I’m hoping the aforementioned combination of hard to buy/build, and whopper performance improvements using code that runs on existing hardware are going to balance each other, at least at the scale where I work.
A few final capacity/money related thoughts. Anthropic et. al. are massively subsidizing those of us using their service. I get Claude Max for $100/month. When I hit my limit, my little overflow fund drains at the rate of about $20/hour. I saw that I had used 400 hours of Claude Code(!) in the last 28 days, so the real world cost would seem to be around $50k/year per the two FTE equivalents I get out of that plan. These subsidies WILL end and that might come in a precipitous fashion given the world’s volatility. Are you ready to pay what the tokens you are using actually cost?
And an addendum to that. I spent an hour using a 24GB Nvidia RTX 4090 via an ssh tunnel last week, and I promptly put my 16GB RTX 5060Ti up for sale. Running a GLM model that required 19GB on disk was so dramatically different from anything I could do with the 16GB card, there’s just no point in hoarding a device that’s half of what I need. Assuming TurboQuant is smoothly integrated into tools like Ollama and vLLM, KV cache can be a fraction of its current size. A 32GB RTX 5090 will perform like a 48GB RTX 6000 Pro does today. This is a personal frontier for me - that’s enough of a card to do a lot of things I’m currently using Claude to do, and it’ll be nice having compute that does not have an enormous price tag attached to it.
Tooling Itself:
Now that we’ve got that 1,400 word preamble out of the way, let’s talk about actually wiring some stuff up for business.
The minimum cost for Claude Team is five Pro accounts at $25/month each - $125 total.

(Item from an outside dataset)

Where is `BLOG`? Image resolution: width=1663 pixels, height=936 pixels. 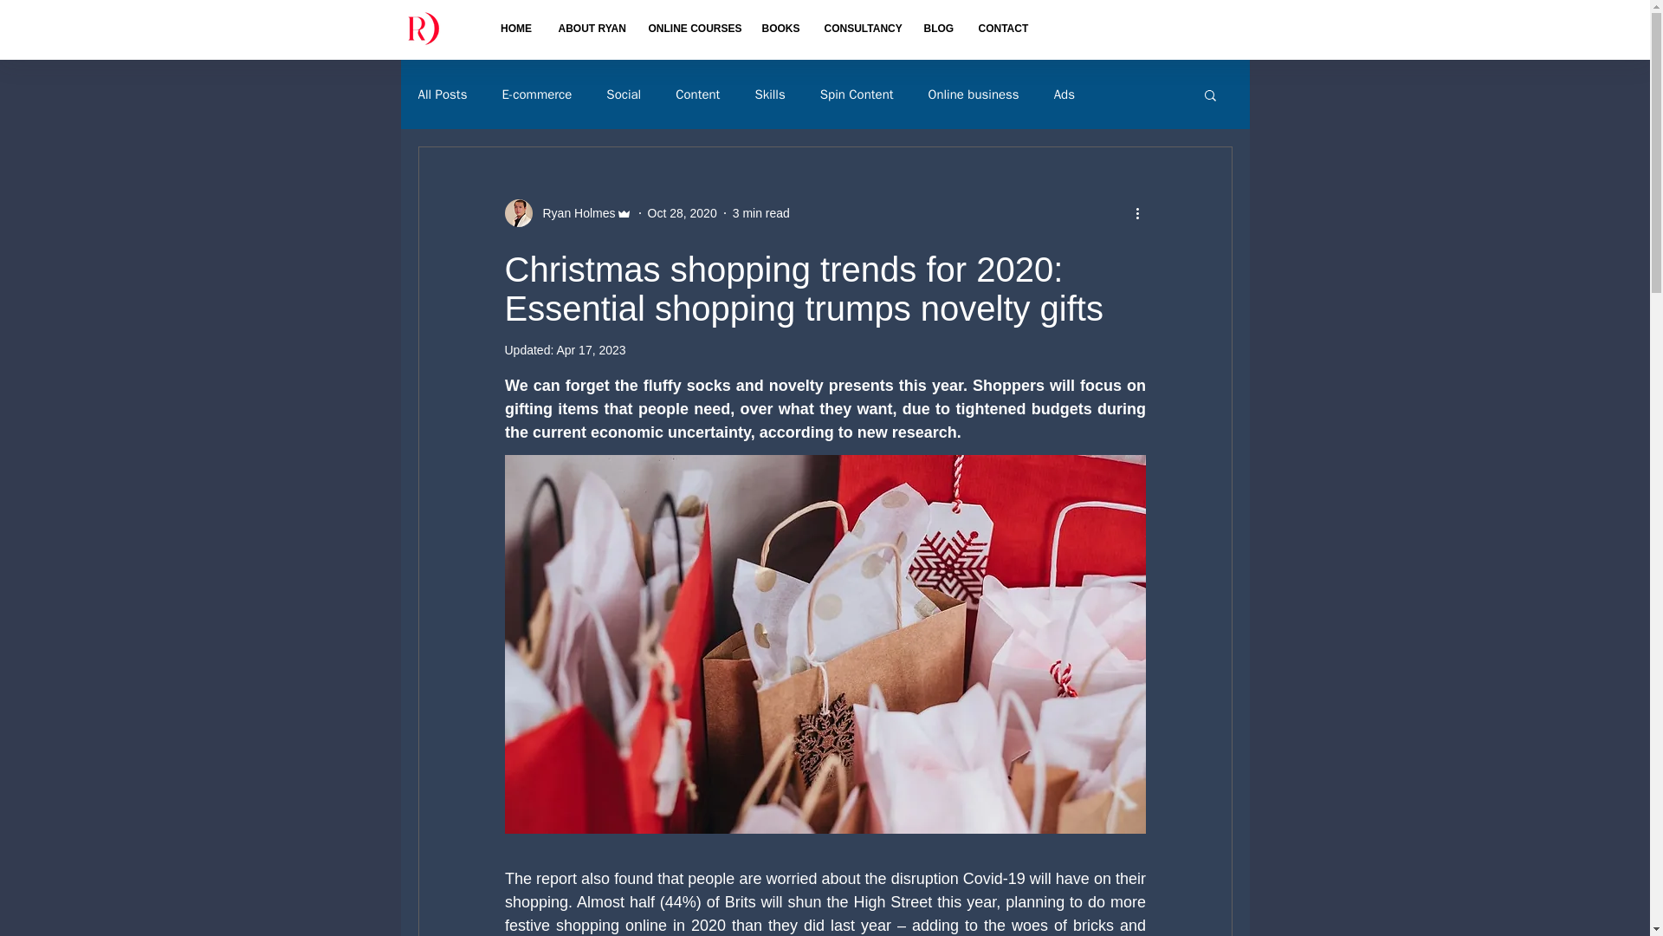
BLOG is located at coordinates (939, 28).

If you’ve got one person that’s really slick with AI, get them the $125/month Max, and your other four team members cost you $100/month total. So that’s $225 to have a well enabled group.
You can use Exa from its web interface, but it’s served me better when it’s an MCP server that Cowork can use as part of its overall research process. You might have to open a text editor and touch a scary file that looks like this, but I am sure you can do it; Exa offers excellent documentation.
Perplexity has always been better as a web interface than an MCP call in my experience, at least at the level of the gratis Pro account I’m running. This is no longer available as MCP, even if you paid for the $20/month Pro level service. I think Perplexity’s progression is a sign of what’s to come - the minimums are going to be $100 - $200/month for any sort of usable service. So if you didn’t get your gratis Pro last fall, shell out $20 to see how this works for you.
Hubspot - there are a LOT of CRM systems out there and thanks to AI enabled acceleration many of them have excellent feature sets. This one was chosen by someone I work with based on their prior experience and it’s been fine. Thanks to Claude it was really easy to get a web enabled leads form running using a Cloudflare Worker, as opposed to exposing the site with some vibe coded thing I can’t properly secure.
To Be Continued:
This was written right around the start of April, now it’s the end of the month, and we’ve added a back injury to a cofounder, as well as two funerals this week for parents among our close circle of associates. I know 2026 is a global exercise in peak stupidity, but this .. pelting … can end any ol’ time.
This got really long before I even got to the Claude Teams setup, and I’m not even into that yet, because other things got in the way.
Now you know what I’m doing, the next time I write it’ll be about what we get out of having Claude Teams. I think we’ll be doing it at the $125 for five seats level, it’s just not clear to me that the compute value is gonna hold, and the founder of that other company prefers to minimize costs.